Matters have been made more complex still by the reality of 50,000 spare school places, which threatens the viability of many secondary schools – including some that are achieving good ‘value added’ results for the weakest pupils. There is also a recognised need – accepted by Sinn Fein and the DUP – to integrate schooling across the religious divide.

 

Amidst uncertainty, about 30 grammar schools (a mixture of state and state-funded ‘voluntary’ schools) have announced plans to set their own entrance exams from next year and have formed a company to administer the tests. One Catholic school – with the outspoken opposition of a bishop who is a trustee – says it will adopt its own intelligence-based test.

 

Ruane believed that she had found a compromise that would steer a solution through this quagmire. She proposed to the Executive a new test that would be adopted for three years, providing a limited intake to existing grammar schools. In 2010, under these proposals, up to 50% of admissions could be made by academic selection. The next year this would fall to 30%, in 2012 it would fall to 20% and then be eliminated altogether from 2013.

 

Non-academic selection criteria would be based on parental choice, proximity, family connections and a ‘tie-breaker’ fallback, with a possible duty on all schools to select a minimum number of children entitled to free school meals. The Council for Curriculum Examination and Assessment (the examining body for Northern Ireland) has been instructed by Ruane to prepare an academic test, which she hoped all grammar schools would accept as part of the interim arrangements.

 

Alongside these reforms, Ruane wants to change the structure of post-primary schooling.
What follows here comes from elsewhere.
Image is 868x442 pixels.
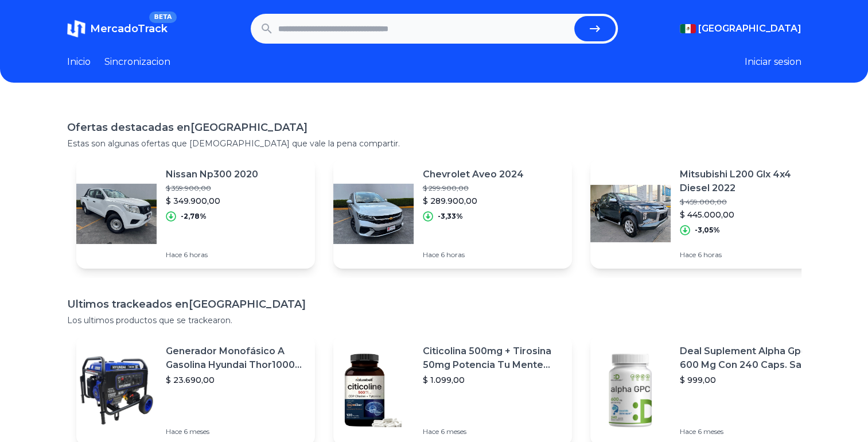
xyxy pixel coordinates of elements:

This would involve more co-operation between schools and some children taking some lessons from different, specialist, schools. Key schooling choices would be made at age 14 under the minister’s plans, to fit GCSE preferences. Some children would move school at 14 and others would study academic lessons at one school and vocational training at another. Organisation of local post-primary schooling would operate through area-based planning, with poor quality school estate replaced under a £3bn modernisation programme. A new Education and Schools Authority would replace the regional board to provide sector leadership. But this whole package of reforms is now in limbo.

 

This has been a difficult move for me to make as I maintain entirely my opposition to assessment-based transfer at 11,” said Ruane, before presenting her case to the Executive. “However, I have in sight a system which has moved beyond academic selection and I am prepared to work with colleagues to make the steps necessary to realise that vision.”

 

But ministerial colleagues rejected the proposals, with unionists not prepared to see an end to academic selection whether phased or not. Ian Paisley – who steps down as first minister in the next few days – said: “The DUP position is that academic selection must remain as part of the transfer procedure. Schools must have the right to select pupils on the basis of their academic ability. The minister for education’s proposals, as currently framed, are totally unacceptable and do not form a basis for moving forward.”

 

Paisley added, in terms less friendly than Northern Ireland has become used to: “The Education Minister can make any suggestion she wants to – however it will not come into force unless she has the support of the DUP and the endorsement of the Executive.”

 

The stalemate remains, without any obvious resolution. In the mean time, about half the grammar schools intend to proceed with their own entrance exams, which Ruane ominously refers to as “a prospect fraught with administrative and litigious perils”. What it comes down to is that education has been the Northern Ireland Executive’s most challenging test so far – and, like most children who sit the 11 Plus, they risk being marked as failures.